Some mRNA skeptics argue the shots are causing sharp increases in cancer deaths and what they call “turbo cancers” – very aggressive tumors. Those claims usually come from anecdotes or estimates of cancer incidence, rather than actual cases.

This paper is among the first to offer a signal based on national-level data showing a real rise in deaths from some cancers, though it doesn’t prove the jabs caused them.

Japan reports detailed and relatively current cancer death figures, and Japanese scientists recently examined them through the end of 2022. They published their findings in a paper in September 2023 that has mostly gone unnoticed.

They point to a notable increase in leukemias, or white blood cell cancers. Case reports have linked leukemias to the mRNAs, which powerfully stimulate the immune system.

Breast cancer deaths also rose sharply in 2022. But unlike the leukemia jump, the breast cancer rise marked a reversion to a trend of rising deaths after a flat 2021.

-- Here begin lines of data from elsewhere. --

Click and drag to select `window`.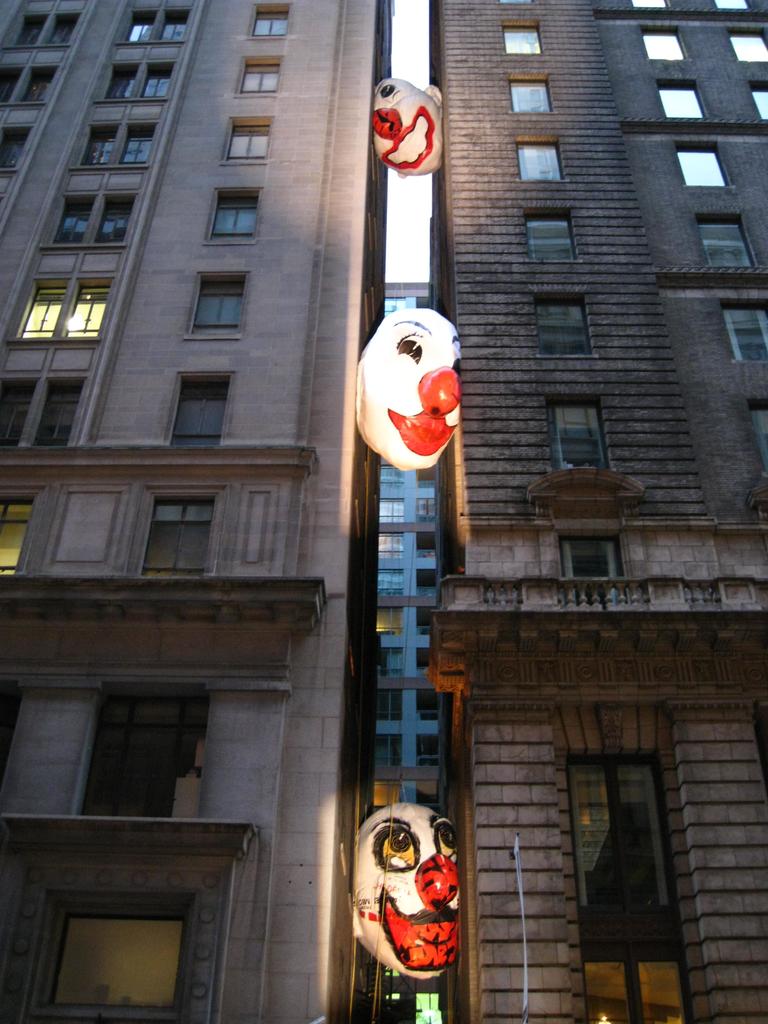
Selection: 45/195/133/252.
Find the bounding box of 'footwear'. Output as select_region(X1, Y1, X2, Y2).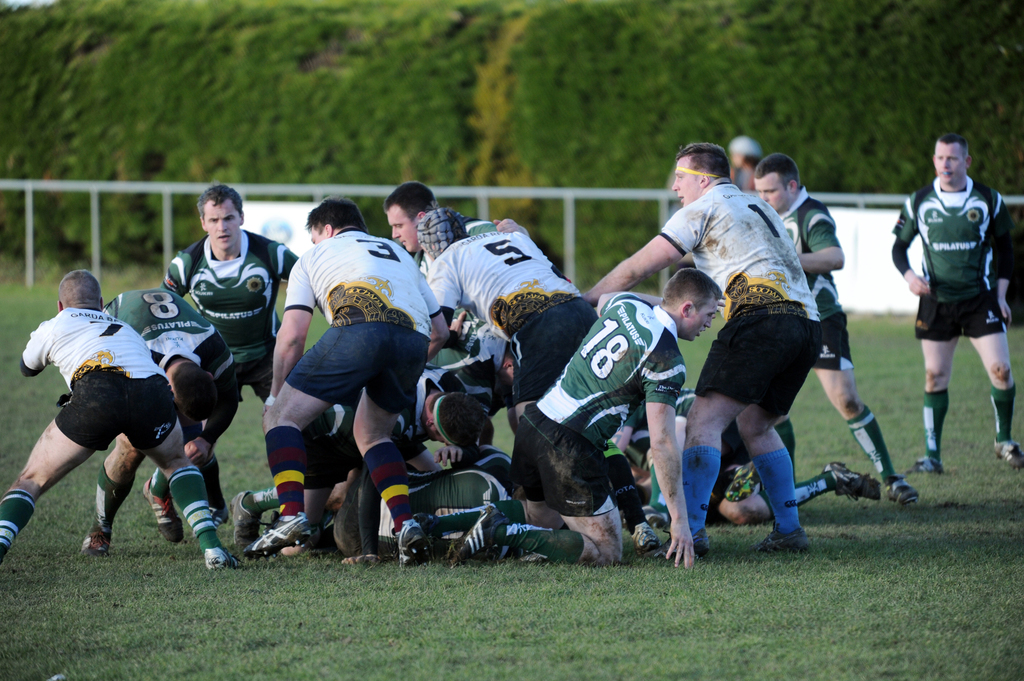
select_region(628, 520, 666, 559).
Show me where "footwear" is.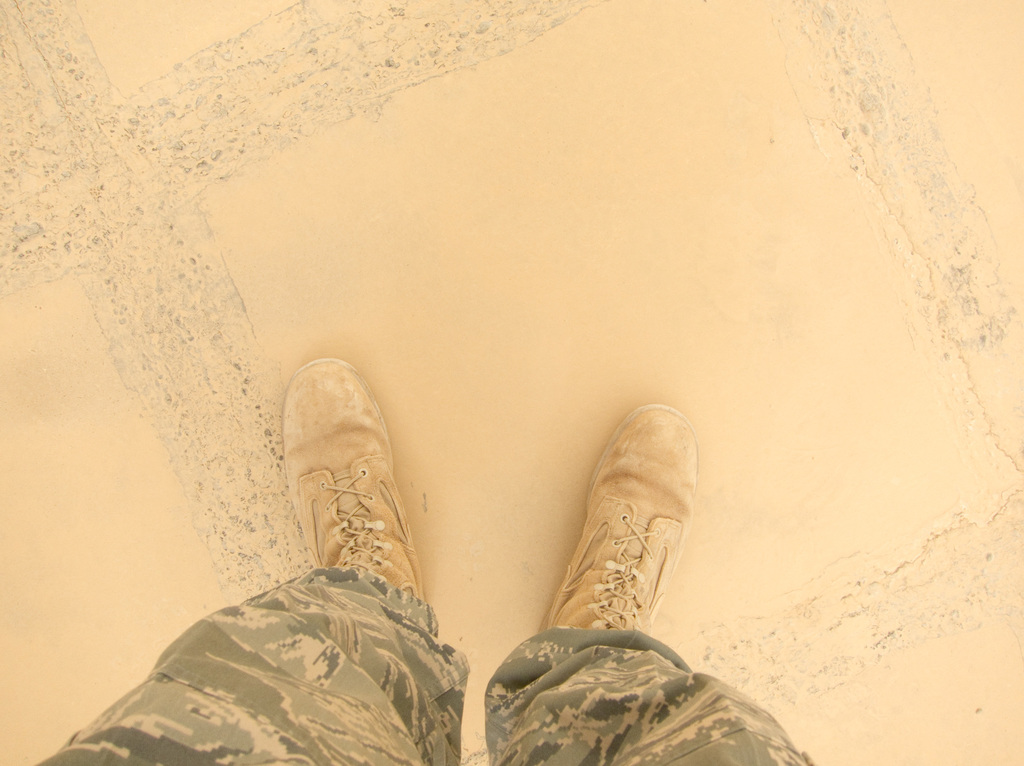
"footwear" is at left=543, top=403, right=698, bottom=634.
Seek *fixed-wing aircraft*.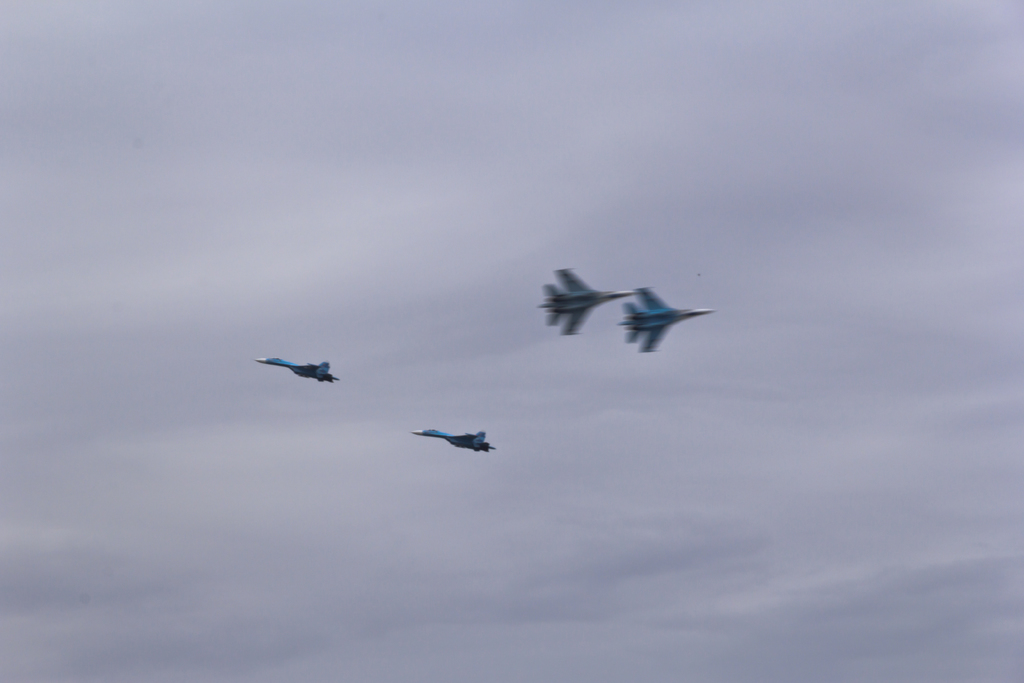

Japan had about 345,000 cancer deaths overall in 2022, the first full-post vaccination year, essentially the same number as 2020 and 2021, the researchers found.

Adjusted for Japan’s aging population, cancer deaths per 100,000 people dropped slightly between 2020 and 2022. They had been dropping more quickly before 2020.

(Overall cancer death rates in Japan had fallen quickly before 2021. The last two years they’ve dropped much more slowly. Not quite turbo cancers, but not great news either:)

Deaths from some common cancers, including lung and stomach, continued their long-term downward trend, the researchers reported.

But leukemias – which are relatively uncommon, killing about one-eighth as many Japanese as lung cancers – popped higher in 2022, ending a long and slow decline.